There are roughly less than 50 days left until President Duterte’s term ends, and what’s yet to come as the new administration takes place is still waffling that left people even more branched with having perplexed feelings about the recent 2022 Philippine presidential election.
These documentary films enable us to go back to the past few years that Duterte’s term led us to where we are now, and to recall and remind ourselves of what the administration steered its nation to be impelled with the information that we’d been fed. Mainly, Duterte’s war on drugs and his battle with the information the press gives out.
In hopes of stirring up memories from the past again and again, and helping our fellow people dissect misinformation into smaller pieces, we will be able to grasp and truly know our history and study further of what our next move as a nation should be by feeding ourselves with proper information and to not forget our past but learn from it. Repeating the same mistakes will just deem us to repeat the same mistakes all over again until we fully digest what it means to be duly informed.
A Thousand Cuts| Frontline
Not only did President Duterte’s target to eliminate drug users by using his so-called “War on Drugs” as his prime objective during his regime, but also targeting journalist and 2021 Nobel peace prize winner for freedom of expression, Maria Ressa. This documentary follows Ressa and her colleagues' battles as to being put on top of President Duterte’s pursuit when it comes to filtering news and media misinformation.

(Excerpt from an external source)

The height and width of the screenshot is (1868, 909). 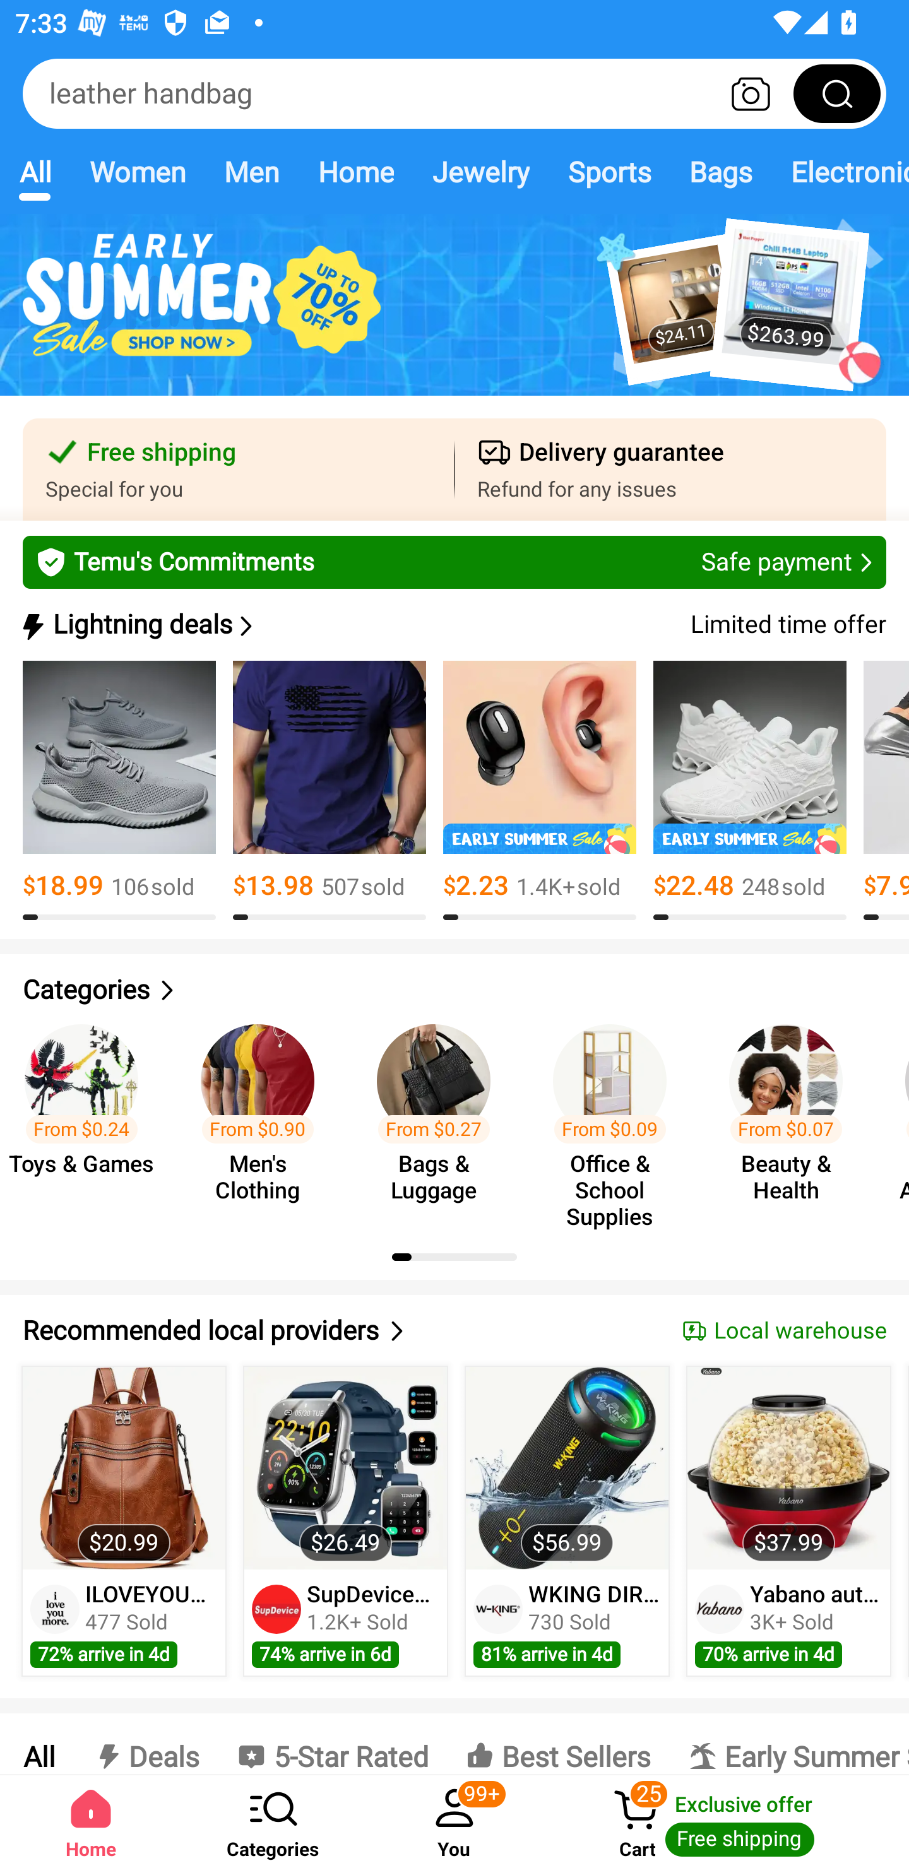 What do you see at coordinates (793, 1116) in the screenshot?
I see `From $0.07 Beauty & Health` at bounding box center [793, 1116].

On a President’s Drug Orders (Duterte’s Drug War) | Frontline
A more in depth look on President Duterte’s drug war, this documentary takes us into the cramped jail cells of Caloocan City and an intimate glimpse of the life of the poor who live in fear when they encounter law enforcement. While the murder number goes up the locals worries on how killings are professionally done which they suspect that behind those killings are the police death squad.
Timbre
Nightly killings had been more common than ever in an all-out government endorsed war on drugs campaign. This 23 minute documentary by Edrea Camille L. Samonte and Nicole Pamela M. Bareo, follows a family who lost a loved one during the regime’s systematic and aggressive attacks towards innocent people being killed without any substantial evidence and the unfair judgment by suspecting unknowing victims. As the Mom struggles to fight for justice to be served for her son. You can also watch it free at Cinemacentenario.